Thursday, 12 July 2012

Dundee Law


A cold curtain of rain drew down its own grey light. The city lay, pitifully small, under its monochrome. This photograph, this graven image, this still-born thing: what place is this? And the wind barely picks up at all. And the clouds scowl lower and lower until the monument stands topless behind me. And the sky-reflecting streets throw back the last fogbound hints of daylight.

Time. I have one point upon which I stand. Hard standing. A point of vantage. This is one location where I might, as a god, look down. What I see is a world stripped of its essence. I mean, this place has no heart, for all its engineering. All this shape is just design. So here I stand above a cosmetic cosmos, a unilateral universe, on a promontory that is haunted by lovers, wet with the passing clouds, obscured by the way the world rotates with me outside it. Here I stand and wait, for whatever it is: whatever my bones and soul and streaming blood are crying out for. 

Nothing. Two people walk from there to there, a man and a woman. Hand-held and eyes-for-you-only, they walk away in the mist. For them this is romance: it tells their story, sings their tune in each drip of the rain-wet stones, in the far away snake’s-hiss of traffic. 

Aloneness is not the same as loneliness. And, God knows, there is enough of that in a city like this. You can feel it in the closes and in the dark pends. This place is full of people struggling with their lack of connection: broken, dislocated people bending under the yoke of being just themselves. Over there, behind the rain cloud, half hidden in the folds of it are high-rises filled with pockets of human bleakness. These were meant to be a great solution for urban living. But no matter how close to heaven these peoples’ souls are lifted the great grey boxes shut them off from God and each other. 

I slip myself out from behind this pillar of the Law tower, into the proper rain, and the feeble wind that slopes the wet in a single direction: from the North. I am walking with a military bearing. I have my hands clasped behind me, like a soldier, like some veteran or the lovers who are now gone. Between earth and sky, there is only the monument and me, the fallen and the waking dead. I am myself both loved and lover but, whereas the mass of beings in the street- and tenement-scapes below me are crippled by their loneliness, I am merely alone. Solitary, I have no sense of anything else.

© BH 2011

Don't recall where that came from. It had been 20 years since I'd stood on Dundee Law. Then the jets scudded over the city on their way to Leuchars or, was it, Libya? Dundee Law is a place where sky and rain meet and the ground is an irrelevance. People become sociopathic by just standing there.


- _TASK DETAILS_
Your answer should be one number: how many lines below have the word "Years".
=== Section Start ===
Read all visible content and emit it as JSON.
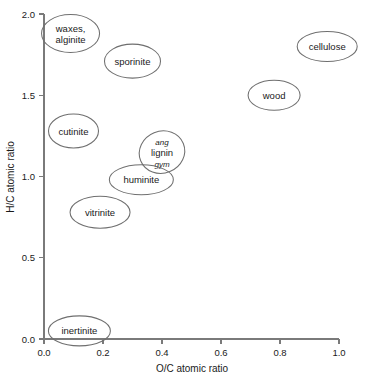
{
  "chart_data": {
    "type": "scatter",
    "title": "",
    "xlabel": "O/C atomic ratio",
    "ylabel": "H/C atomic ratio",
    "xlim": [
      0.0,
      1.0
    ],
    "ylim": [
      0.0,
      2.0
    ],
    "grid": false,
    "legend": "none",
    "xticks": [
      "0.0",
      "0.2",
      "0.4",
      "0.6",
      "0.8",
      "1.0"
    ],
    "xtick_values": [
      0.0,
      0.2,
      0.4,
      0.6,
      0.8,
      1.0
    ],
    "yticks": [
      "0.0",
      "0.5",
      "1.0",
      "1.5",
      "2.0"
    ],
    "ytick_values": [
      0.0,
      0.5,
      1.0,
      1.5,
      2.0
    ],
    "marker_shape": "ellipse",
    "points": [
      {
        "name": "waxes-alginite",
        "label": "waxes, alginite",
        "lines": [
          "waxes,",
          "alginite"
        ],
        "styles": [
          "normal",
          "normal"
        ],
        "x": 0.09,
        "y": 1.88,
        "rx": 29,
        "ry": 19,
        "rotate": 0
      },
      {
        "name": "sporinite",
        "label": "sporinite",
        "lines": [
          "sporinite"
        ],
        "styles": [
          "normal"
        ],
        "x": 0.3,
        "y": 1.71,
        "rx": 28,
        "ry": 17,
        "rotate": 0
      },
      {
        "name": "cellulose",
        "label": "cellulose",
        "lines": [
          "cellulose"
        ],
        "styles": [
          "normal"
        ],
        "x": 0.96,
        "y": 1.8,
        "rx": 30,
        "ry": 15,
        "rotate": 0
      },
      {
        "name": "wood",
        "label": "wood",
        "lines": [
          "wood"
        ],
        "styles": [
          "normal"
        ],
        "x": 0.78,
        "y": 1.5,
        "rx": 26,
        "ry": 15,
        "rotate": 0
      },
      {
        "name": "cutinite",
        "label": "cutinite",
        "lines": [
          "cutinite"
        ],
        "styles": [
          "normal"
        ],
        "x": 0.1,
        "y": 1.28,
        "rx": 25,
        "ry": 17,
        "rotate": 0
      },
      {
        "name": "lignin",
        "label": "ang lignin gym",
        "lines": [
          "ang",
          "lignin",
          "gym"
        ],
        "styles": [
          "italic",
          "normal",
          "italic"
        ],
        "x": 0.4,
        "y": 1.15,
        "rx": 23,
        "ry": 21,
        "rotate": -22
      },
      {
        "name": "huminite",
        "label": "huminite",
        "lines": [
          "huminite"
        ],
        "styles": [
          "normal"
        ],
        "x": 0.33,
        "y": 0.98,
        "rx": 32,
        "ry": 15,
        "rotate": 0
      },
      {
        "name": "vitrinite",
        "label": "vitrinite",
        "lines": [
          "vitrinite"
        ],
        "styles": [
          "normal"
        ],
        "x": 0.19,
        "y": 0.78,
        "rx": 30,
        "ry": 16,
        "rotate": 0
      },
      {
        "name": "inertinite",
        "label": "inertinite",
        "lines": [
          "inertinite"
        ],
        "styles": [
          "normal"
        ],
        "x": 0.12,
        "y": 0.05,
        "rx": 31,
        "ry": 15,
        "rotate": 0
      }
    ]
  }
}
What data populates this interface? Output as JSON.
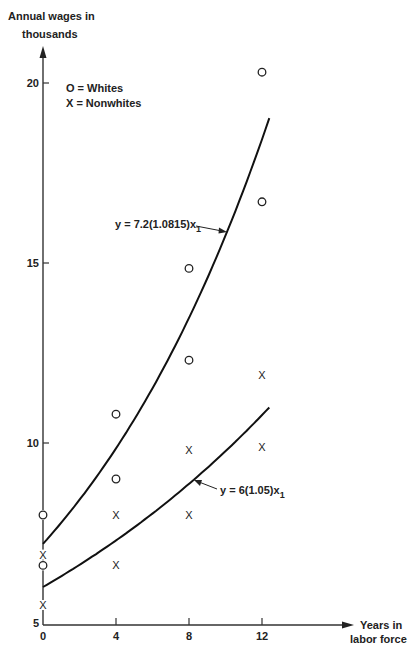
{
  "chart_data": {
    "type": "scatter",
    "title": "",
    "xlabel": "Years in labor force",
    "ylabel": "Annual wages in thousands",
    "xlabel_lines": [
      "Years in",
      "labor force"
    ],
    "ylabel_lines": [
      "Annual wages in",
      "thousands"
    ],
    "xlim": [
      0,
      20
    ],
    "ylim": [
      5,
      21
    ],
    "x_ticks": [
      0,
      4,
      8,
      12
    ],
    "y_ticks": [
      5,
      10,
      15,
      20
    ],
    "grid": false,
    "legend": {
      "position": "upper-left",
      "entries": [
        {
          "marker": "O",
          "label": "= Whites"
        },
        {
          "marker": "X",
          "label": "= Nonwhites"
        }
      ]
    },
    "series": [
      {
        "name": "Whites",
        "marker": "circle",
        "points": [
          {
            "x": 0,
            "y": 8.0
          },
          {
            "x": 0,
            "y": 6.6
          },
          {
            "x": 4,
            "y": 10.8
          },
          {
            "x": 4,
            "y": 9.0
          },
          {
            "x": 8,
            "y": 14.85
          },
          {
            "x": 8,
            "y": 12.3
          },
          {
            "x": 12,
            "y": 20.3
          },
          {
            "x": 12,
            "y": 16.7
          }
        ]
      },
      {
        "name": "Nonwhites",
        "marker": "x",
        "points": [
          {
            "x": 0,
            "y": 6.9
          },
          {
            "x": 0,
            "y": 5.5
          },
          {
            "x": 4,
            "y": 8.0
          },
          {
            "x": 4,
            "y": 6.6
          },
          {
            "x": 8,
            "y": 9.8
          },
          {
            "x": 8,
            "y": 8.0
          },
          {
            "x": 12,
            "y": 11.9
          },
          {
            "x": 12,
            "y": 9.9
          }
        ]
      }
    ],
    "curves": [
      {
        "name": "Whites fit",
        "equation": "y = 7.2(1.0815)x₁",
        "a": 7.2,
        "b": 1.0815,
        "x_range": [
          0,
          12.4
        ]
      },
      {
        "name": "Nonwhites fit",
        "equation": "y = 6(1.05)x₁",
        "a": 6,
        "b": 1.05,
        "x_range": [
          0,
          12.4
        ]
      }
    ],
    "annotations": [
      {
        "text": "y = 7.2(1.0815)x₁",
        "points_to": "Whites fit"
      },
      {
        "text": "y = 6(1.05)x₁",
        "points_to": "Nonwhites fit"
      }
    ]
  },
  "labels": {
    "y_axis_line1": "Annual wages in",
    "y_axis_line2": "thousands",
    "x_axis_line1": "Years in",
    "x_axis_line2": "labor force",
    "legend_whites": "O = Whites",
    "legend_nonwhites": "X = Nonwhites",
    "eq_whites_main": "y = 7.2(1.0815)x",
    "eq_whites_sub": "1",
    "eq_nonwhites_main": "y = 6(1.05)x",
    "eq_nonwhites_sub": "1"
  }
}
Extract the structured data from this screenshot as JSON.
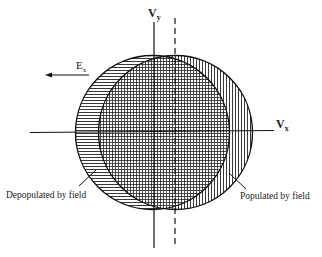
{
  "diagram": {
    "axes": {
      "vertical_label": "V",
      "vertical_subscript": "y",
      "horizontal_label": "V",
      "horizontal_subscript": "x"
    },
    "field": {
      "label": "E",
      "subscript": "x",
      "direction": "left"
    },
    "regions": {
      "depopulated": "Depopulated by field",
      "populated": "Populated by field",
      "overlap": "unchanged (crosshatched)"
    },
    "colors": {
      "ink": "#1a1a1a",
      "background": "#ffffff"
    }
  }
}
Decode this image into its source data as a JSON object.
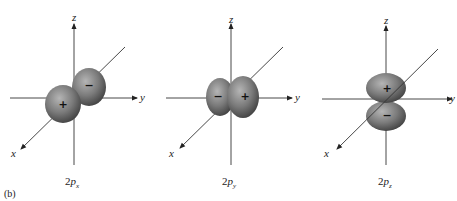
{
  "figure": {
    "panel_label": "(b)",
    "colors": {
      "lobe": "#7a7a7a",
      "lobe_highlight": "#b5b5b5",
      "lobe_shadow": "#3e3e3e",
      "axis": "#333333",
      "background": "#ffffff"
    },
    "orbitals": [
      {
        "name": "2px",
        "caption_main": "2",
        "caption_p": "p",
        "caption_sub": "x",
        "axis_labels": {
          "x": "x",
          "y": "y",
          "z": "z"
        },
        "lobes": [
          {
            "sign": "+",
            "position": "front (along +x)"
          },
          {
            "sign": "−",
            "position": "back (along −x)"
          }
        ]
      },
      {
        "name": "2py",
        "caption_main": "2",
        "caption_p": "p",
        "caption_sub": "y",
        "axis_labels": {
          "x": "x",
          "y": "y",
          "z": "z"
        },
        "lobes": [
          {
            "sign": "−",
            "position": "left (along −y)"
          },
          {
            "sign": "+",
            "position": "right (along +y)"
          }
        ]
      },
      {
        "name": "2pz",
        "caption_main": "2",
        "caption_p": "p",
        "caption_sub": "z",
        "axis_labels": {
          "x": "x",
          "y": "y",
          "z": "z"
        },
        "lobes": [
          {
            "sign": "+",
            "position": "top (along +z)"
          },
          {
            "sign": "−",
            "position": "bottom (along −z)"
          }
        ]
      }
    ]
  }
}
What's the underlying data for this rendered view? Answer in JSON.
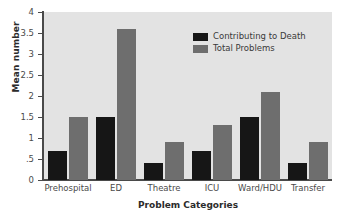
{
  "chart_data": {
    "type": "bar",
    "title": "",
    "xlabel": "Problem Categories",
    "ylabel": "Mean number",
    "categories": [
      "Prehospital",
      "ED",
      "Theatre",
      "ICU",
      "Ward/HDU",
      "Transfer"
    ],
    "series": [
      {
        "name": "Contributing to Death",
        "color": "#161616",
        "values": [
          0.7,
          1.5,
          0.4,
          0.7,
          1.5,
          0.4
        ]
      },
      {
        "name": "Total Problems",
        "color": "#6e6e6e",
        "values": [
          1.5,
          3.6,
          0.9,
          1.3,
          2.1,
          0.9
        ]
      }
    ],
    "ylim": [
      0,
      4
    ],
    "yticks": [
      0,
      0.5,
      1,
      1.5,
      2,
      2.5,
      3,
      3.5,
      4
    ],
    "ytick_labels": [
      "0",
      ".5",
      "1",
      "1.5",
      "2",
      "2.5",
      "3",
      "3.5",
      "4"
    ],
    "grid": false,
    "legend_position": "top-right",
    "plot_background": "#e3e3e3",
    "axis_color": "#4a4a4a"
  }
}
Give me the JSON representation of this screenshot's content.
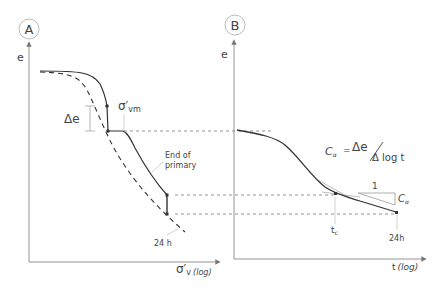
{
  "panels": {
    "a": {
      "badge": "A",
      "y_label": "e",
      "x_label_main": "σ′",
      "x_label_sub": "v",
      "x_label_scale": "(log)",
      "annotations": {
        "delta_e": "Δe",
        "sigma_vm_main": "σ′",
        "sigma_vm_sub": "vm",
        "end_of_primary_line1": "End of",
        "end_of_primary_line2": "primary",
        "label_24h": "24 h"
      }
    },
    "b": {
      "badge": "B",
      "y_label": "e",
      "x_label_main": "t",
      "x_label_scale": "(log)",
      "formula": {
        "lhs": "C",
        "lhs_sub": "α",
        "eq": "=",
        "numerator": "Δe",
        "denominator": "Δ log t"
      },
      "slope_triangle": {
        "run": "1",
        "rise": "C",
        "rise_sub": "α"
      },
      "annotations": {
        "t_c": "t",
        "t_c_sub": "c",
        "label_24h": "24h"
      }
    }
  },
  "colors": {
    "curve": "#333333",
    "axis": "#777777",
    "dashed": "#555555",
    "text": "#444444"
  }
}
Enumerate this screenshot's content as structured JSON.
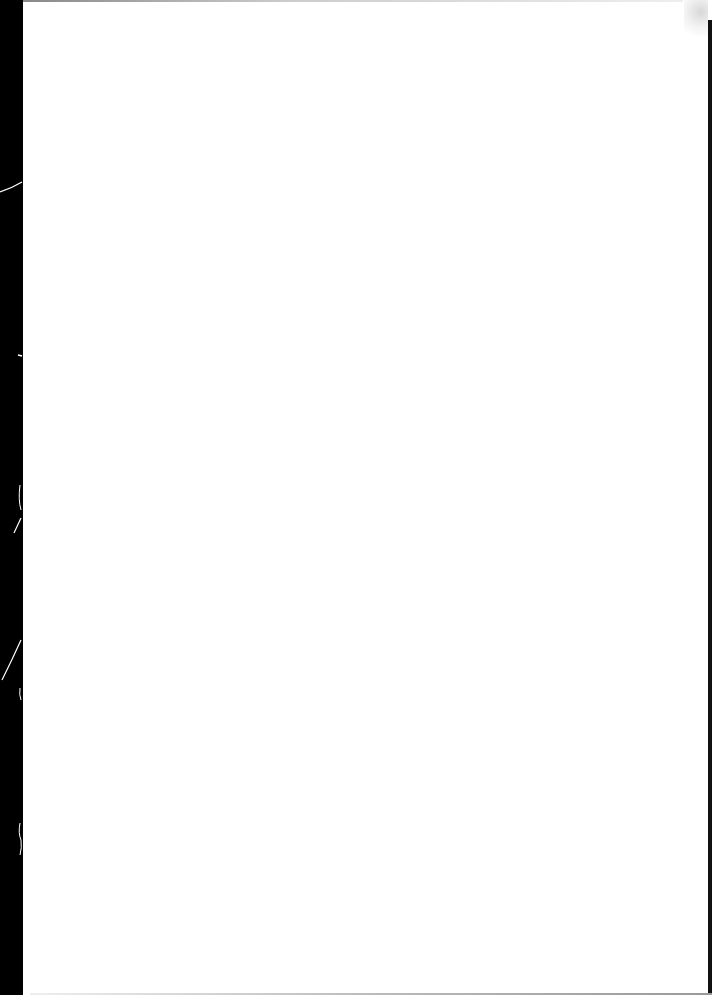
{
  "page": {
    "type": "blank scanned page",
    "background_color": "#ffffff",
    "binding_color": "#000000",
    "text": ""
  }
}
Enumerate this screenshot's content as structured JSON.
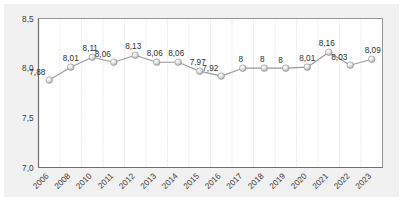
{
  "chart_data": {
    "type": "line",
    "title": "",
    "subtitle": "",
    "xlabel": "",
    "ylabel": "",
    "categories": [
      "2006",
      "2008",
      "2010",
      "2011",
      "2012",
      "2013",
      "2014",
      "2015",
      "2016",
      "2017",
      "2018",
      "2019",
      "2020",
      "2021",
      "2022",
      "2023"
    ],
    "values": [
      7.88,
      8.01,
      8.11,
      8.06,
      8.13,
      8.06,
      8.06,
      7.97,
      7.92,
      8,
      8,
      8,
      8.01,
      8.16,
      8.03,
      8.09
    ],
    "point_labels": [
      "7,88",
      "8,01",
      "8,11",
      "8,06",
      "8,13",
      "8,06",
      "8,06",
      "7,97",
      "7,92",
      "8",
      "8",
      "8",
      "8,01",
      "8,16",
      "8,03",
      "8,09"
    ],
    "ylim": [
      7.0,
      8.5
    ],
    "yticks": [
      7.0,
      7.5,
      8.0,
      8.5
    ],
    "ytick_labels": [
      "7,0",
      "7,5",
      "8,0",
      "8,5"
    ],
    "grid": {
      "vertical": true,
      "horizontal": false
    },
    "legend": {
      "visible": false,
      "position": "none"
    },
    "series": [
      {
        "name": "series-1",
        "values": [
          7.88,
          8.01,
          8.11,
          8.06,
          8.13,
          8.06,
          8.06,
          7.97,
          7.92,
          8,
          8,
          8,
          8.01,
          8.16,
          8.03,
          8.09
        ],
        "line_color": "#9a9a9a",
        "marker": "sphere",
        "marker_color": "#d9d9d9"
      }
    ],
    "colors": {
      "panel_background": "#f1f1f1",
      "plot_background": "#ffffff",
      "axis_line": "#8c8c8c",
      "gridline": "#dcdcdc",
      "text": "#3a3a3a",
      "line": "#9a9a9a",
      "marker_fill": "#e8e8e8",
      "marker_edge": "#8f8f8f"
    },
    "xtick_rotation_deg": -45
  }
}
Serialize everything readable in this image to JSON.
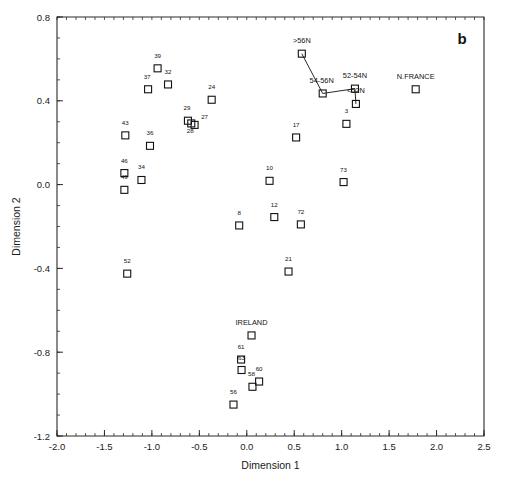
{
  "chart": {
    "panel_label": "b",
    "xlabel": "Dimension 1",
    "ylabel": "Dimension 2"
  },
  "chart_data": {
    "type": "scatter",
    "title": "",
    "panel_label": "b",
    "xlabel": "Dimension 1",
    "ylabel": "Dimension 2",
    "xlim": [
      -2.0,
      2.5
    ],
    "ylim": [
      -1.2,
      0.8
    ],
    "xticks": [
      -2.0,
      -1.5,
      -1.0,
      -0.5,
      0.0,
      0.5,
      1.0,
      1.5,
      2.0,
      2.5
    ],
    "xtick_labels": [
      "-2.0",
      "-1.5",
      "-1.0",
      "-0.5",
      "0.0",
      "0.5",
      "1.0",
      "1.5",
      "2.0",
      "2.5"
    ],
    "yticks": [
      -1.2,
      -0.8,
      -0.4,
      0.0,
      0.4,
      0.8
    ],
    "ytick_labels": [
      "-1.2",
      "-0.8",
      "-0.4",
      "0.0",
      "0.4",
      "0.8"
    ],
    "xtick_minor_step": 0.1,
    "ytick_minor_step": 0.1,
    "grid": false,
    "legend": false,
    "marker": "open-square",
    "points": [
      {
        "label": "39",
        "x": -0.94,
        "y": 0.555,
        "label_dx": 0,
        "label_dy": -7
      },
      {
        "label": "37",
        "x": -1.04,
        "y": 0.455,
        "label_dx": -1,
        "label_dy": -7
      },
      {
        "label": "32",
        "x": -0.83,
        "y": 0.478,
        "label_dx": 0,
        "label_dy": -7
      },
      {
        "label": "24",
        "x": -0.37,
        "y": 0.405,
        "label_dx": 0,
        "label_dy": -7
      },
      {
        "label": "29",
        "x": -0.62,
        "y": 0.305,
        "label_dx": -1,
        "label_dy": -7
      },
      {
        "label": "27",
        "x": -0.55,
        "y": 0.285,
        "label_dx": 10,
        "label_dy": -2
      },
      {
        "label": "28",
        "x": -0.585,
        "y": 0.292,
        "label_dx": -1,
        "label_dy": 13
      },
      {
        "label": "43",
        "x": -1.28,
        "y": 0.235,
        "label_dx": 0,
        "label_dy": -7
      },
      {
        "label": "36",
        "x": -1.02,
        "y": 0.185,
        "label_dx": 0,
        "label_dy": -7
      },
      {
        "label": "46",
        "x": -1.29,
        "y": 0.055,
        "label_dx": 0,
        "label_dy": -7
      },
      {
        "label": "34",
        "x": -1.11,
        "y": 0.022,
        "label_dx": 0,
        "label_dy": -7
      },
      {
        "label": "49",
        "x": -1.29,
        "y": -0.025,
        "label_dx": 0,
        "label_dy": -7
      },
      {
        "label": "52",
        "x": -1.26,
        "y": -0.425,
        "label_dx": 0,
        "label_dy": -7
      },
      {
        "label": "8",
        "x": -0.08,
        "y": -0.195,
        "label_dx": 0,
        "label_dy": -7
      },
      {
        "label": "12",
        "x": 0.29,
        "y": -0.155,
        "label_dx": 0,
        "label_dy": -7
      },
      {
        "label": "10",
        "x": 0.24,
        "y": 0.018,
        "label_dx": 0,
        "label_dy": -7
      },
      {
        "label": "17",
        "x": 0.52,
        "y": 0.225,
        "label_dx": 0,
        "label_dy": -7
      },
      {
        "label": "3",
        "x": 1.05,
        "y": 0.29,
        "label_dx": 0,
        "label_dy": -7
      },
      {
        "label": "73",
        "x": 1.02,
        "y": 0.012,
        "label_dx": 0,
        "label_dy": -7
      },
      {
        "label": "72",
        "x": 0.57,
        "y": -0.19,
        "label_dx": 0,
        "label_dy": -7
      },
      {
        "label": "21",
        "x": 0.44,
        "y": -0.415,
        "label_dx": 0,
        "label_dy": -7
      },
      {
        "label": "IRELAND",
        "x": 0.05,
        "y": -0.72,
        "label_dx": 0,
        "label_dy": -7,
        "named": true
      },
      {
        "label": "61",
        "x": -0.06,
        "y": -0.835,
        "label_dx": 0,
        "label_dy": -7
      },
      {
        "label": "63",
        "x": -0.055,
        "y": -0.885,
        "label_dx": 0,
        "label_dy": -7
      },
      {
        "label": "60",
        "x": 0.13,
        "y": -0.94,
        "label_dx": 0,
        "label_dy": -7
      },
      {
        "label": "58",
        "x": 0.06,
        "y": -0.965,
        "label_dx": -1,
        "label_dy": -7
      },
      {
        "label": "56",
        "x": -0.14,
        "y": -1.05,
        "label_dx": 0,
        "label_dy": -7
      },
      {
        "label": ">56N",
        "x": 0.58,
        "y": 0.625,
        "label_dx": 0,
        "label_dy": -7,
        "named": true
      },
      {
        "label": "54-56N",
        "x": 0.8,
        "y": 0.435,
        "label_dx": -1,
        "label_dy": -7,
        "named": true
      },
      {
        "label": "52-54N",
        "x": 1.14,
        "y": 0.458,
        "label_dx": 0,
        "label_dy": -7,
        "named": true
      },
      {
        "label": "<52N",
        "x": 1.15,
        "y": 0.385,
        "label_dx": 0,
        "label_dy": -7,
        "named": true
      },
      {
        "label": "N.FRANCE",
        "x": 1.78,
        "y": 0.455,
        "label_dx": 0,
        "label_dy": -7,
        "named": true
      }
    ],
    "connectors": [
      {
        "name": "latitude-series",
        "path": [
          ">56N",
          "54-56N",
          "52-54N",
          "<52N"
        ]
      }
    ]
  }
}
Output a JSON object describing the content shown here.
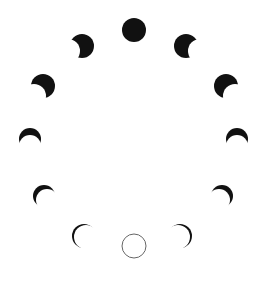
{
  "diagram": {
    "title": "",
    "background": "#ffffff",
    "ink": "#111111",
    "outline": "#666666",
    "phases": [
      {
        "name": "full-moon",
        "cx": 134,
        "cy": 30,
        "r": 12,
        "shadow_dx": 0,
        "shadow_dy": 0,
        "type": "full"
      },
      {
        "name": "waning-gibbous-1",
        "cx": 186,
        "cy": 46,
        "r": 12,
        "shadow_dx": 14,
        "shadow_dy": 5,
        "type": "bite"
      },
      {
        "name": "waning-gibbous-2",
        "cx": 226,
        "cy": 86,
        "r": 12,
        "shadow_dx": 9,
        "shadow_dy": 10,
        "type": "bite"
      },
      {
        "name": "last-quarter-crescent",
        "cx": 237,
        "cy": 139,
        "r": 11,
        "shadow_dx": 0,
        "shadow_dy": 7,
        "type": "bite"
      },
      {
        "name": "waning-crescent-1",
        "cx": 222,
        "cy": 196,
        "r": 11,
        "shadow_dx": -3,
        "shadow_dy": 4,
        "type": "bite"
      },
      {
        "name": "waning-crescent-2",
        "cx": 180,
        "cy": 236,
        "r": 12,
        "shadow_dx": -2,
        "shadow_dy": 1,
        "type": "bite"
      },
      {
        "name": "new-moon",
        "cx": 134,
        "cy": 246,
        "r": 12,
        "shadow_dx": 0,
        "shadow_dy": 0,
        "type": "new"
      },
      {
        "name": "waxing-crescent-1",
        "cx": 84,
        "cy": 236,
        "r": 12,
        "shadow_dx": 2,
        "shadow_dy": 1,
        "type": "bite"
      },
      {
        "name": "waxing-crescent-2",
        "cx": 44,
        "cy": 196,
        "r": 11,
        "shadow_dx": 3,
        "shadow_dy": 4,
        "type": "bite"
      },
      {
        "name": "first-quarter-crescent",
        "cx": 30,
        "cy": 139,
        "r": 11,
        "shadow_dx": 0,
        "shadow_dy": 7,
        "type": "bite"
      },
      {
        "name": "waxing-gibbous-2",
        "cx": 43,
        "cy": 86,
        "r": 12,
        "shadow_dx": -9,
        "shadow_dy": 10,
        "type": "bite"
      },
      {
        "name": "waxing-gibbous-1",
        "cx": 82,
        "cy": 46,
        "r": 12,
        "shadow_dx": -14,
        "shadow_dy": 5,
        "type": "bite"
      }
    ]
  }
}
=== Section End ===
- _ANSWER SPACE_
3